As a professional web developer, I have to stay abreast of all the browsers out there to make sure my sites are functioning correctly. Safari had proven itself a wonderfully intuitive browser for all my common surfing needs, but the lack of tabs has made it impractical for every day use. With the release of version 1.0 I have made the switch full-time, and many of the subtleties have been extremely useful:

Safari Features

Tabbed Browsing
Safari gets tabbed browsing right. Not only can it be turned off for those who despise its very existence, it can be set to either immediately jump to new tabs or not. Using the various combinations of Command, Shift, and Option, links can be opened in a new tab or a new window with focus staying where it is or changing to the new link. I can not express how convenient this is for a heavy tab user.

Bookmarks
Toolbar bookmarks: check, Bookmark folders: check, Bookmark management: triple check. Safari offers the handy iTunes-style interface for managing bookmark groups. Additionally it lists bookmarks from your address book and Rendezvous web servers (I didn't even know my printer had a Web server built in til I saw this), as well as keeping your bookmark menu distinct from the toolbar bookmarks and all the rest of them. The bookmarks page can be toggled on and off like Internet Explorer sidebars, except for it uses the whole browser window to allow for much more robust management. It also automatically imports IE and Mozilla bookmarks. But the really cool part is that iSync will synchronize bookmarks with various PDAs and other Macs.

AutoFill
My biggest problem with Camino has been that it doesn't save form fields. In fact, I got so used to IE Mac saving form fields that I thought all browsers did it. Unfortunately I realized that not only does Mozilla ignore this handy feature, but IE PC also drops form values when navigating around using the forward and back buttons. Of course IE Mac is unviable, so it was with much relief that I realized Safari saves form values. It even goes a step further to provide form auto-completion address-bar-style so you can have multiple possible values for a field, and it even culls from your 'My Card' in the OS X Address book. As if that wasn't cool enough, it also specifically allows the enabling/disabling of username/password fields. Finally, it allows you to see and clear the stored values for any domain you choose directly through the preferences.

Security
Similarly to the AutoFill values, Safari also allows robust cookie management on per-domain basis. Other cool features include pop-up blocking, history and cache clearing, snapback, toolbar search, and extension disabling (plug-ins, Java, and Javascript).

Activity
A totally understated feature on the Window menu. Shows a tree of all the open web pages with all the linked elements contained therein. A great way to jump to linked stylesheets and scripts. Invaluable for the Web designer who frequently looks at these things.

Overview

Safari is just another brick in the wall of reasons why Mac OS X is the most impressive consumer operating system today. Not that I'm a zealot, I'm not out to dis Windows or Linux, I use them both extensively, but the last few years of leadership under Steve Jobs have put together a software platform that meets my needs in amazingly intuitive and time-saving ways. Obviously the result of user-centric interface design at every stage, Safari packs in hundreds of quirky interface details to make it work more efficiently.
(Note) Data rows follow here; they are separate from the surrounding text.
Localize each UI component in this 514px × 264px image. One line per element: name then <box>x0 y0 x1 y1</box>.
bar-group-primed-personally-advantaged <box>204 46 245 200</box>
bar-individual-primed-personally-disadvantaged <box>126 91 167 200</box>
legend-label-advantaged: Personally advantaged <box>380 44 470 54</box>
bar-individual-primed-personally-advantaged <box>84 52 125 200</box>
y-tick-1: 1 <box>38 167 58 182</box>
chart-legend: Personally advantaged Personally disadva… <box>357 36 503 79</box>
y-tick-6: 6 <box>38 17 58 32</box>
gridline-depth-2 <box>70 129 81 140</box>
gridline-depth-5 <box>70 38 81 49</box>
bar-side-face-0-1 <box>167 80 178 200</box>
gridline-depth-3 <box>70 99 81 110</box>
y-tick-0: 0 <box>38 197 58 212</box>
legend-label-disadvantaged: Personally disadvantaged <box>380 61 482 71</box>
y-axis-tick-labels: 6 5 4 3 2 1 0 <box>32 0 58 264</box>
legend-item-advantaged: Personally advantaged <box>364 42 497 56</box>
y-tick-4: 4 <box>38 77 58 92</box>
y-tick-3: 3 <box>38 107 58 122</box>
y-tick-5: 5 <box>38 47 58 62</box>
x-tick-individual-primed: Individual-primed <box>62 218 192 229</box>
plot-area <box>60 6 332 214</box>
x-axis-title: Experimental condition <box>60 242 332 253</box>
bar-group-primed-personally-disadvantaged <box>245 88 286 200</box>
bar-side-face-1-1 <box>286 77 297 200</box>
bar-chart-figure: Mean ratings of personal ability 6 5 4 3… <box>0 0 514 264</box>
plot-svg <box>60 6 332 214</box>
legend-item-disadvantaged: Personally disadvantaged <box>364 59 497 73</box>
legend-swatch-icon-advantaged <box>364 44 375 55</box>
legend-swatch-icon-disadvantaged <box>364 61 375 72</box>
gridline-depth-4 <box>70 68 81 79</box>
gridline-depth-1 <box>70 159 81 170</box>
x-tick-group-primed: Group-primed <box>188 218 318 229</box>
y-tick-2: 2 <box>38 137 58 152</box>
The way that Safari integrates with the rest of the OS and Apple programs leaves other browsers at an unfair advantage. Apple even is shipping a Safari API for developers to use the browser's features directly in their own software (kind of like IE PC without the heavy-handed integration). Perhaps this is why Microsoft recently announced the discontinuation of Internet Explorer development on the Mac. Good riddance I say, and welcome to iLife!